Best for gig-goers: Aloft Aberdeen TECA
Neighbourhood: Aberdeen Airport
This is Aberdeen’s most switched-on hotel (or at least it claims to be). It’s a looker, as you’d expect from parent company Marriott, and comes packed with open-plan, urban chic design and a playful vibe that’s clearly on show in the gym and at the pool table. It’s bang next door to new multi-million-pound venue P&J Live at The Event Complex, so expect late-night revelry and gig-going fans in pre- and post-concert mood at craft cocktail bar W XYZ. It’s out of the city, but easily walkable from the airport.
Best for history: Atholl Hotel
Neighbourhood: King’s Gate
All witch’s-hat turrets, rose windows and glorious edifices, this 34-bed independent outpost is a brilliant bet, due to its proximity to the city centre and storied history (it was built in 1892 as a private Victorian pad). There’s an extension, believed to have been used as a private chapel, and a restaurant that focuses on local ingredients such as black pudding, blade of beef, trout and North Sea haddock. It’s as traditional as a tartan tin of shortbread.
Best for lords and ladies of the manor: Ardoe House Hotel & Spa
Neighbourhood: Ardoe
Stately home showstoppers are all the rage in Edinburgh and in the Highlands, but they’re rare as hen’s teeth in Aberdeen. That makes this luxury baronial manor six miles to the southwest of the city a popular choice with those dreaming of Walter Scott’s romantic Scotland. The chateau-like hotel was inspired by Balmoral Castle just down the road, and its 30 acres of gardens and classic whisky bar with grand fireplace make it fit for a prince. There’s a brasserie on site, too.

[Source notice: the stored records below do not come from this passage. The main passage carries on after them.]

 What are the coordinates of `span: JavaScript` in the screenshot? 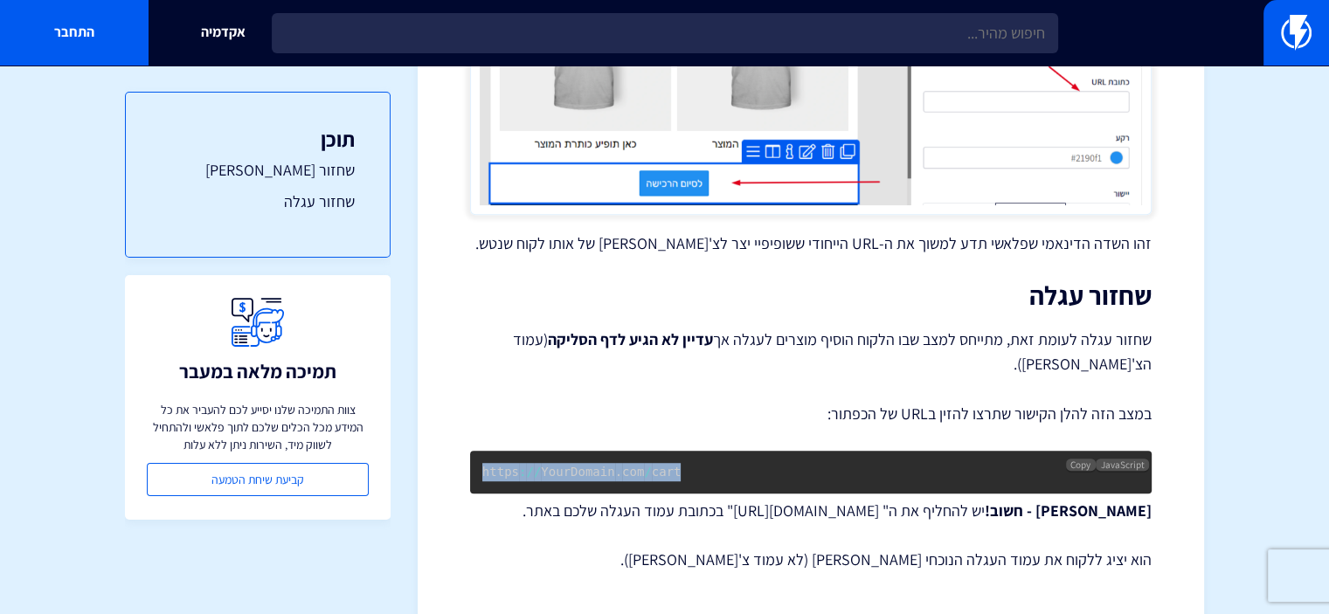 It's located at (1122, 465).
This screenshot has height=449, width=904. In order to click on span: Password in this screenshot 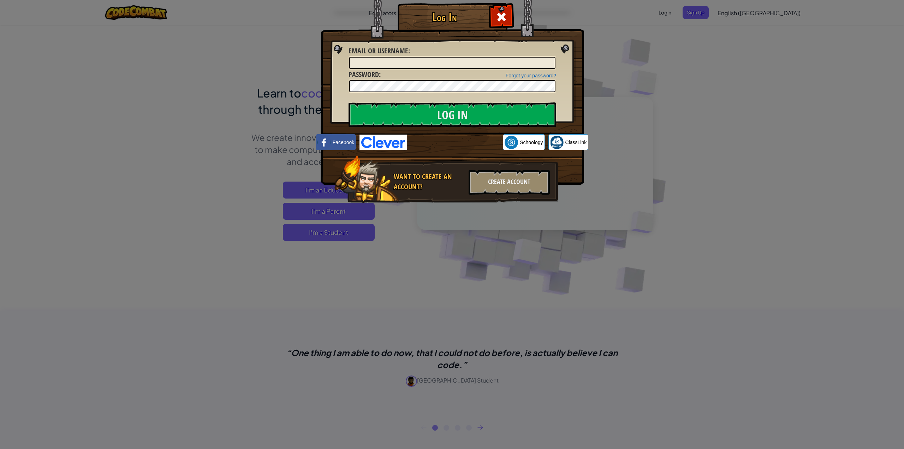, I will do `click(364, 74)`.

Best for stopovers: Moxy Aberdeen Airport
Neighbourhood: Aberdeen Airport
You won’t be staying here if you’re visiting for a few days but, if on a flying visit, this predictably cool 200-bed chain hotel can’t be beat. The design is new-era-contemporary-chic, with an open-plan lobby, living room and bar all strewn with casually cluttered furniture and tripod film lamps. The best bit? The in-your-face wall art, bumper-sized TVs and general sense of fun.